Reflecting on Thirty-Two Years of Teaching, Learning, and Adventure 

by Matt Diller 

In 1993, after three years of teaching in Japan and a youth spent wandering through Asia, Europe, Central America, and even up the road to Alaska with my thumb out, I returned home. I funded those adventures with odd jobs—cutting grass, substitute teaching, teaching English—and thought of myself as a citizen of the world. 

Friends and family nudged me toward substituting at The College School. One step led to another: substitute, summer camp counselor, and then—quite unexpectedly—full-time teacher. My early collaboration with Sarah Hassing, Passport St. Louis, became the seed of the Third Grade neighborhood study, celebrating the rich diversity of our city. In Third Grade we traveled even farther, imagining First People 12,000 years ago; the Mississippians 1,000 years ago; and the Osage, French, and African American Creole communities who shaped St. Louis 250 years ago. 

One of my favorite early memories is a small voice after a campout at Hawn State Park—“I discovered I was brave,” said Elise H. Another line that stayed with me: “Matt Diller has great ideas, and others like Mindy Bhuyan make them happen.” There’s some truth there. 

I have been mentored, challenged, and inspired by master teachers: Margaret Rowe, Beth Connelly, Mary McGeathy, Mindy Bhuyan, Penny Allen, Nicole Post, and Will Langton. And I’ve been supported by steady leadership from Jan Phillips, Sheila Gurley, Ginny Altrogge, Ed Maggart, and Carl Pelofsky. 

In my second year, I briefly considered returning to my life as a traveler. Jan Phillips encouraged me instead to keep teaching—but to keep wandering too. She sent me to Spain that summer, and I still draw on that experience (and my modest Spanish) to this day. 

Since then, I’ve joined Field Ecology, Wilderness, Jefferson City, Chicago, Kindergarten Day in the Woods, Second Grade campouts, and Fourth Grade’s trip to Springfield and the Lincoln Library. I’ve traveled for professional development to Portland, Chicago, and across St. Louis. As a bus driver, I’ve supported bike trips, Middle School honeysuckle removal, and countless auction adventures to wineries, breweries, dinners, birthdays, and graduations. And of course, I’ve co-led roughly thirty field trips a year for thirty-two years of The Third Grade Experience. 

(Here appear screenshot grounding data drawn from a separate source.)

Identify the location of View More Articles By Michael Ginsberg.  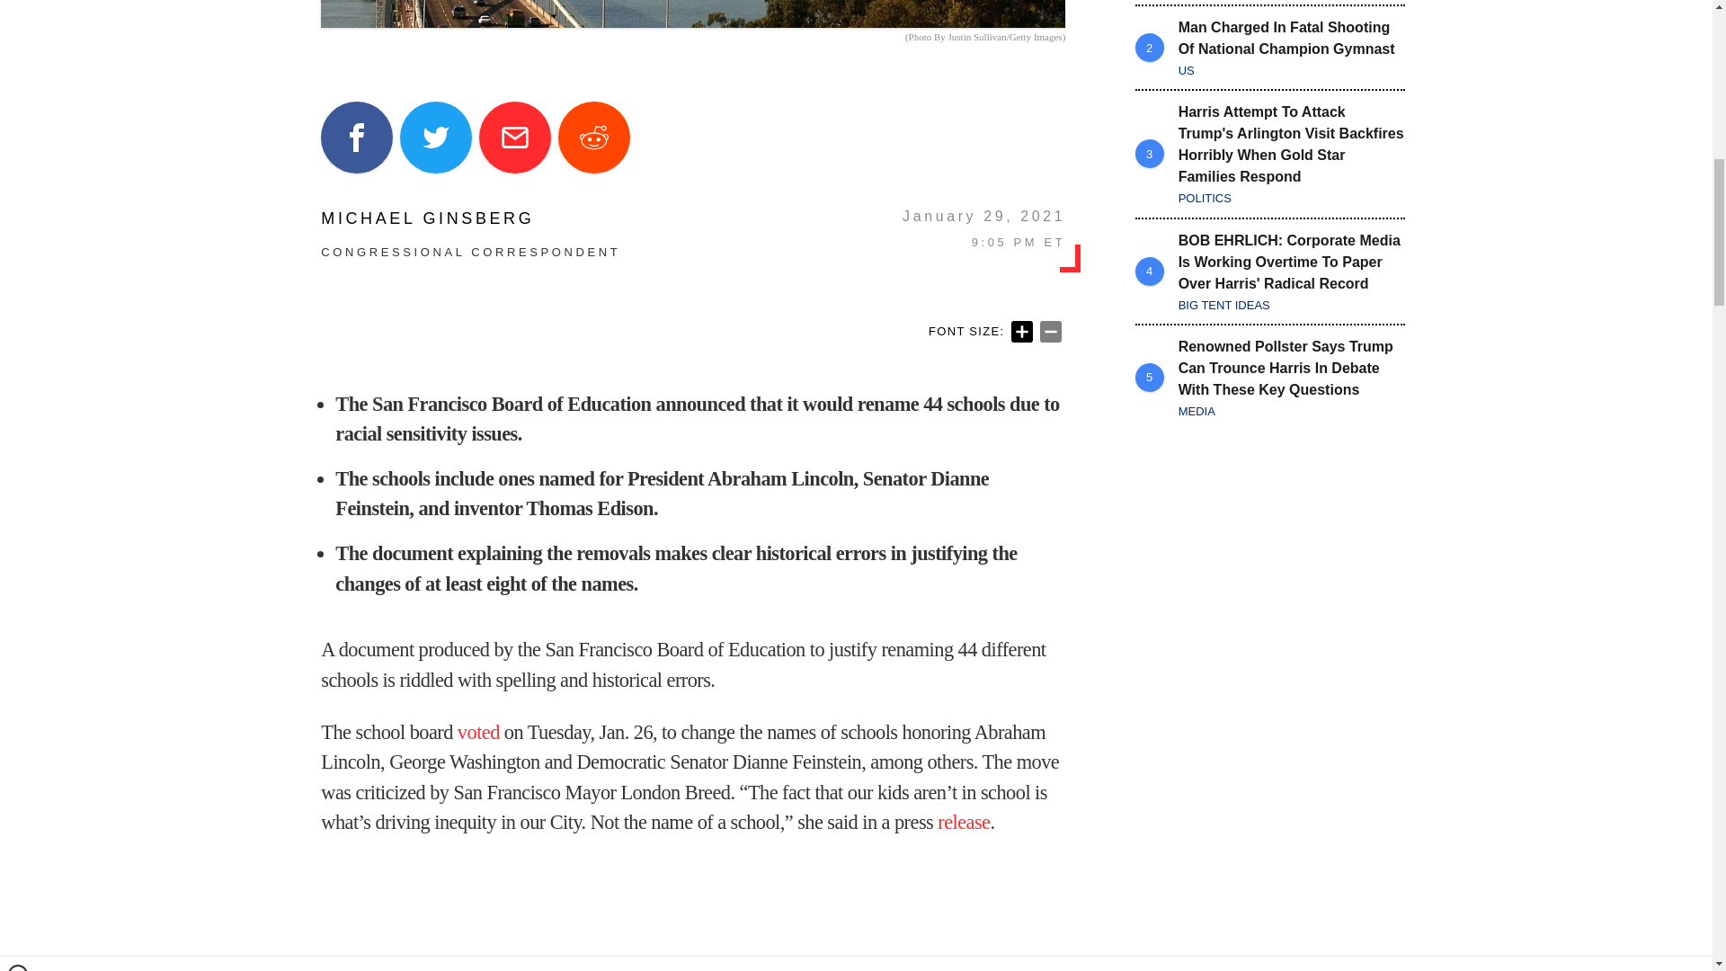
(470, 218).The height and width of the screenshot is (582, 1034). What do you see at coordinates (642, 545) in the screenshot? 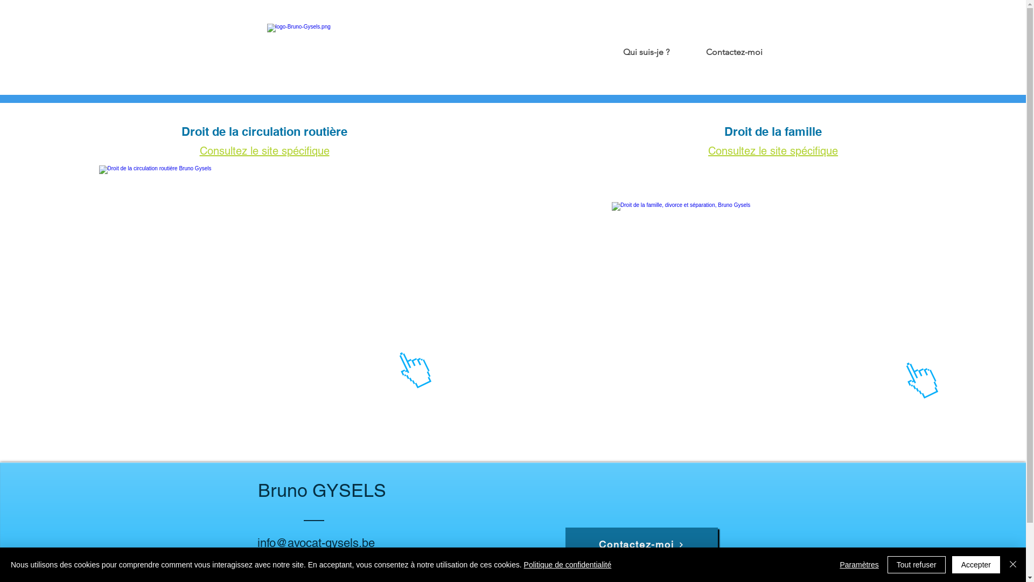
I see `Contactez-moi` at bounding box center [642, 545].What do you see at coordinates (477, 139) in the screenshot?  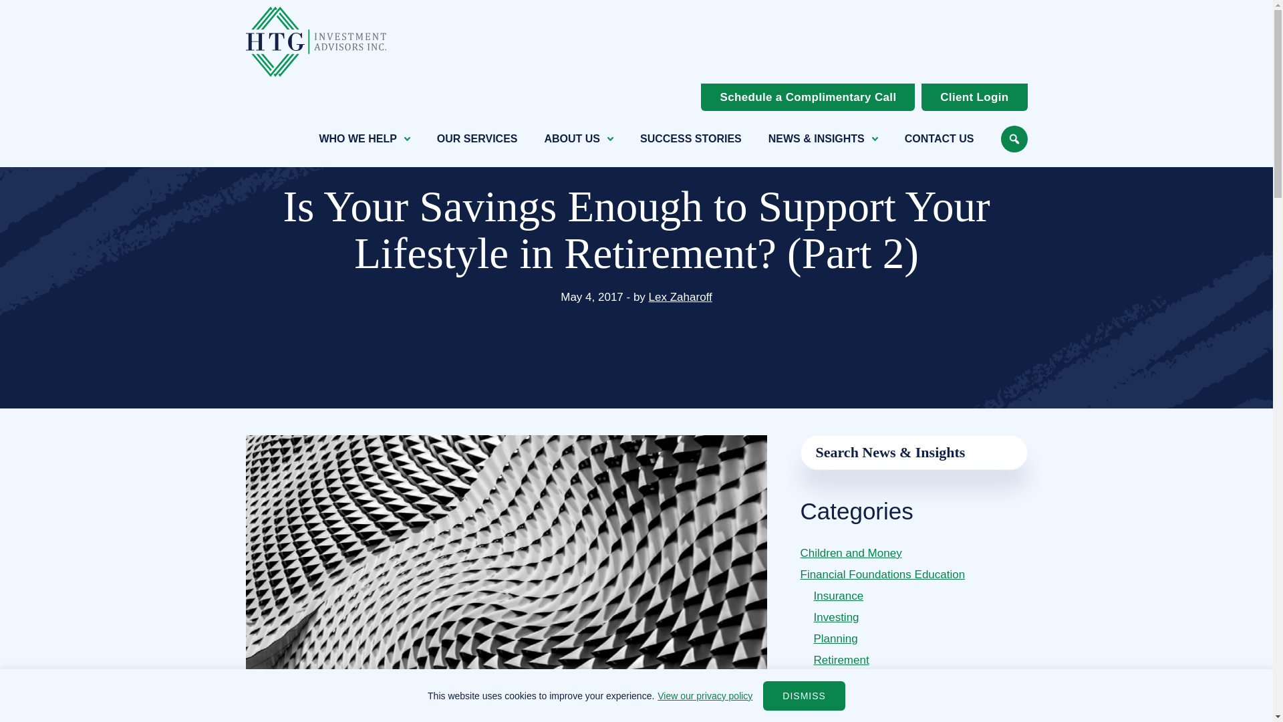 I see `OUR SERVICES` at bounding box center [477, 139]. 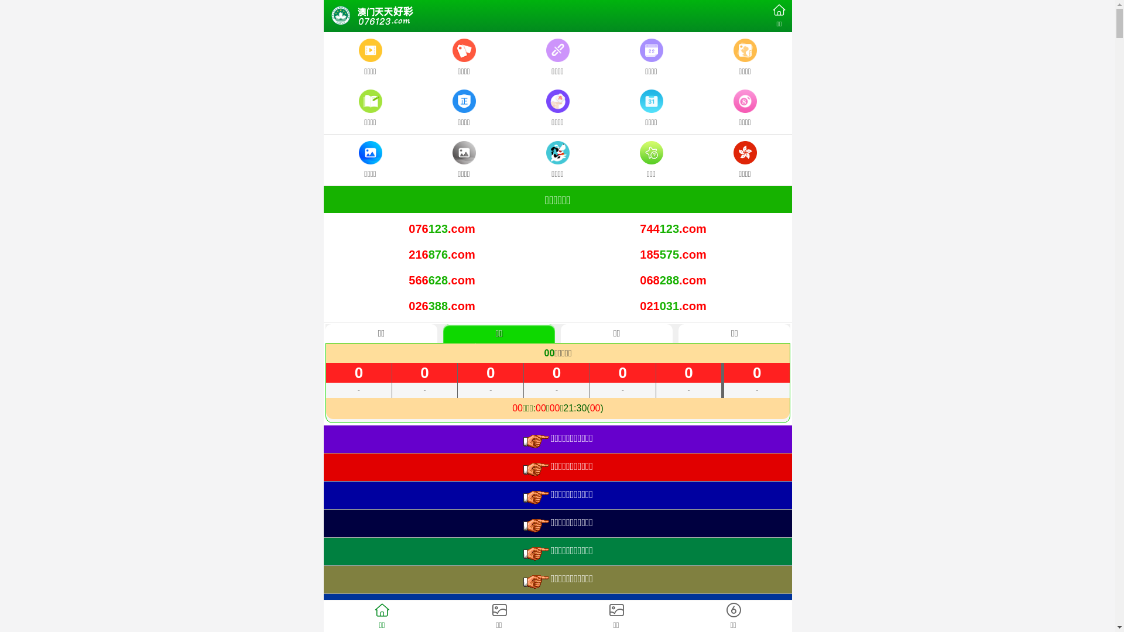 What do you see at coordinates (673, 281) in the screenshot?
I see `068288.com` at bounding box center [673, 281].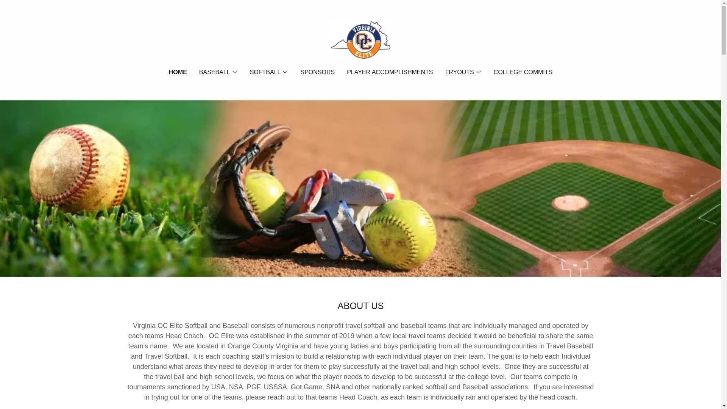 This screenshot has width=727, height=409. What do you see at coordinates (218, 72) in the screenshot?
I see `BASEBALL` at bounding box center [218, 72]. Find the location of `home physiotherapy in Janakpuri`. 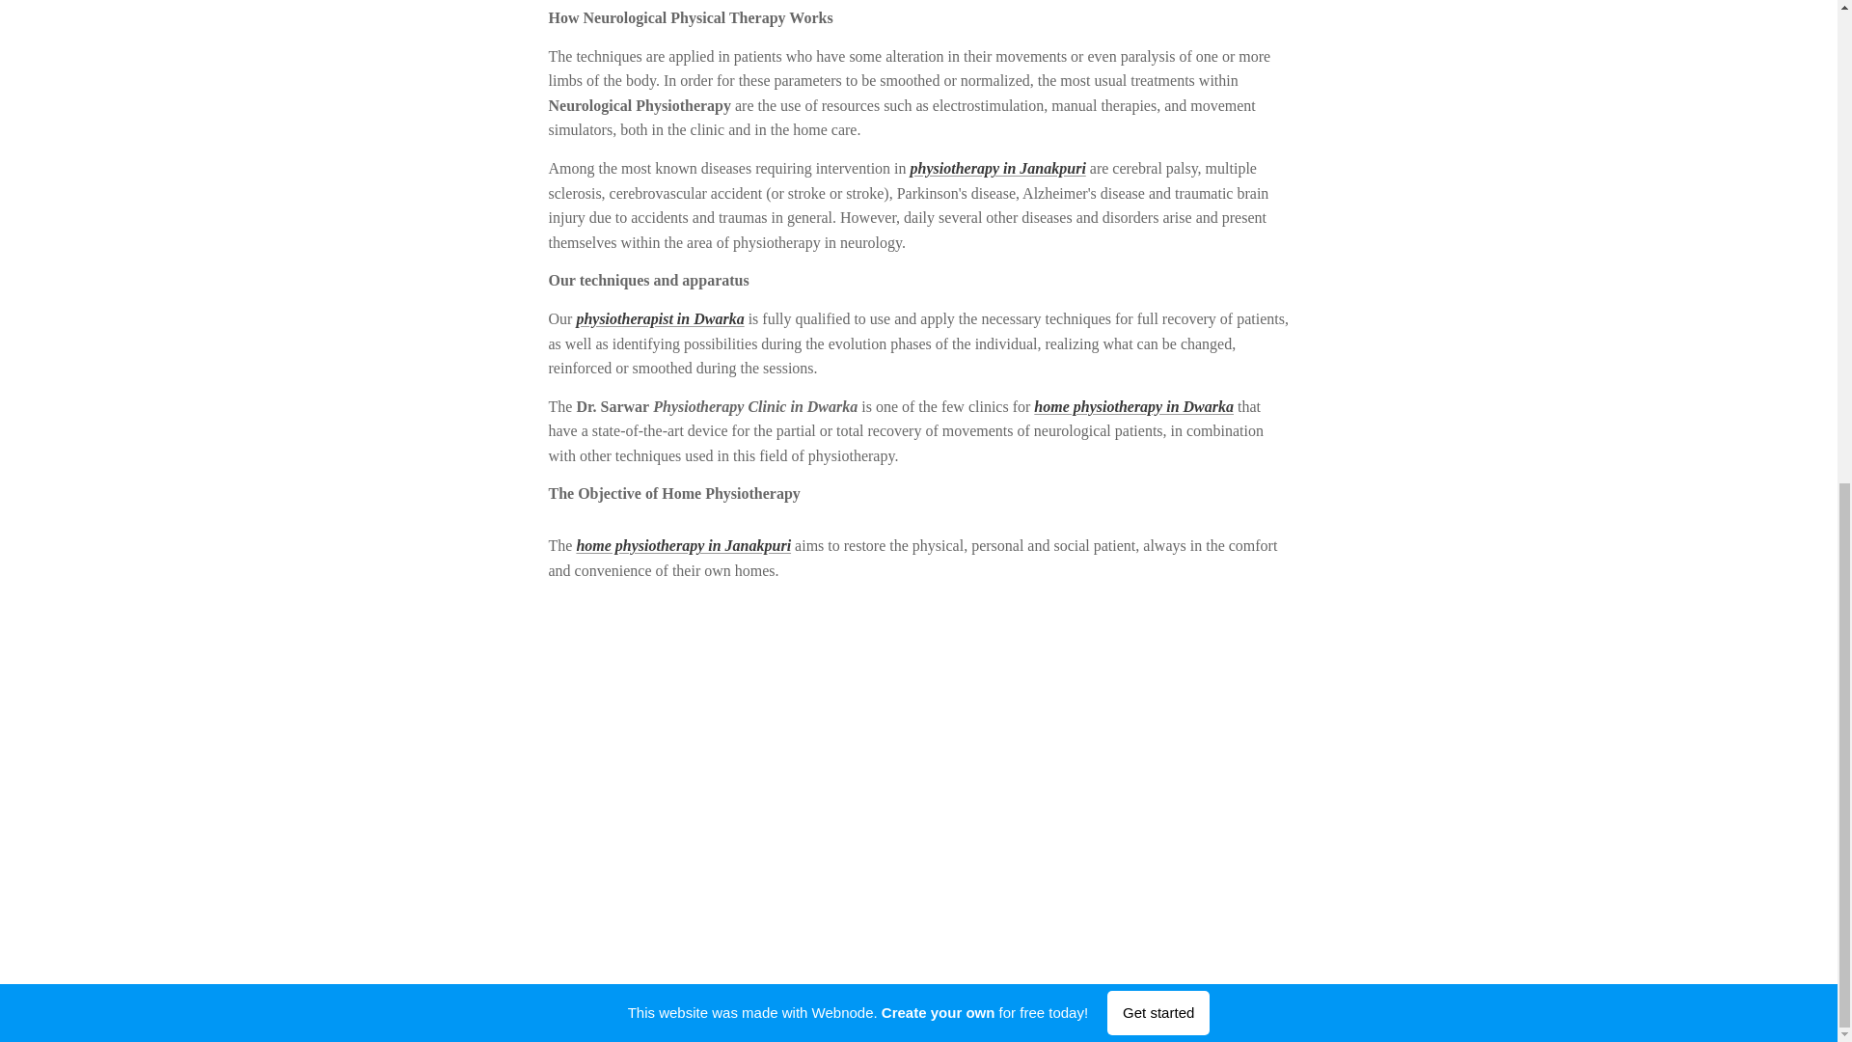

I’ve loved the shared leadership of committees—diversity, building and grounds (for sixteen years), and the capital campaign. A visit with former art teacher MaryJo Wilmes in Austria sparked the idea for the water wall at the Jan Phillips Learning Center. TCS is a place where 

inspiration becomes action, legacies take root, and new initiatives rise in capable hands. This gives me great confidence in its future. 

Perhaps the greatest adventure has been helping shape the sustainable community in the woods at LaBarque Creek. Through Playful Learning, students have built hundreds of homes and businesses, enduring each season and reborn each year with fresh ideas. Their imagination has kept me young. They dream of inclusive societies, abundant economies, and healthy ecologies—and invite us to believe in them too. 

At TCS we teach students to engage with their community and contribute to the world. I can think of no higher purpose. Whether through the Wagon Train of Food or the nearly $50,000 we’ve lent on Kiva.org through River City Market Days, our children learn that they can make a difference—and they do. 

I turn sixty-four in March of 2026. After thirty-two years of the greatest honor of my life—teaching at The College School—I’m ready to return to the wider world, even if that sometimes means being a hermit on my five-acre homestead and letting the world come to me. I believe I’ve conjured a good life so far, and I intend to keep conjuring one. I wish the same for my colleagues: may you find as much meaning and magic here as I have. This is a place where dreams come to life. 

Some of mine have included working with parents to bring us the drinking fountain, The River on Our Playground, solar panels, the wind turbine, our hallway displays, and—thanks to Sarah Hassing—Ember the Dragon, the tower, the rope ramp, and the saucer swing. If I’ve learned anything, it’s this: dreams come true when we share them. They become collective dreams, stronger than any one person’s vision. 

At the close of this school year, I will retire. First, I hope simply to feel time and season more deeply, to contemplate the meaning of life, and to enjoy whatever adventures rise to meet me. I’ll still check in on Will and his new teaching partner, and I’ll happily lend a hand on a field trip, a lesson, an atlatl throw, or even a bus route—if needed. 

Goodbyes are hard for me. I’m a practitioner of the Irish exit, prone to slipping quietly away from parties, weddings, even funerals rather than reveal too much emotion. This is an area of growth. I’ve contemplated this goodbye for years and have finally found the courage to say it. 

Just don’t ask me to say it out loud— 

or I’ll fall apart. 

It’s time. Will Langton has been my partner in adventure for eight years, and he’s ready. Whoever joins him next will step into a journey unlike any other—and will discover, as I have, that at The College School, dreams come true.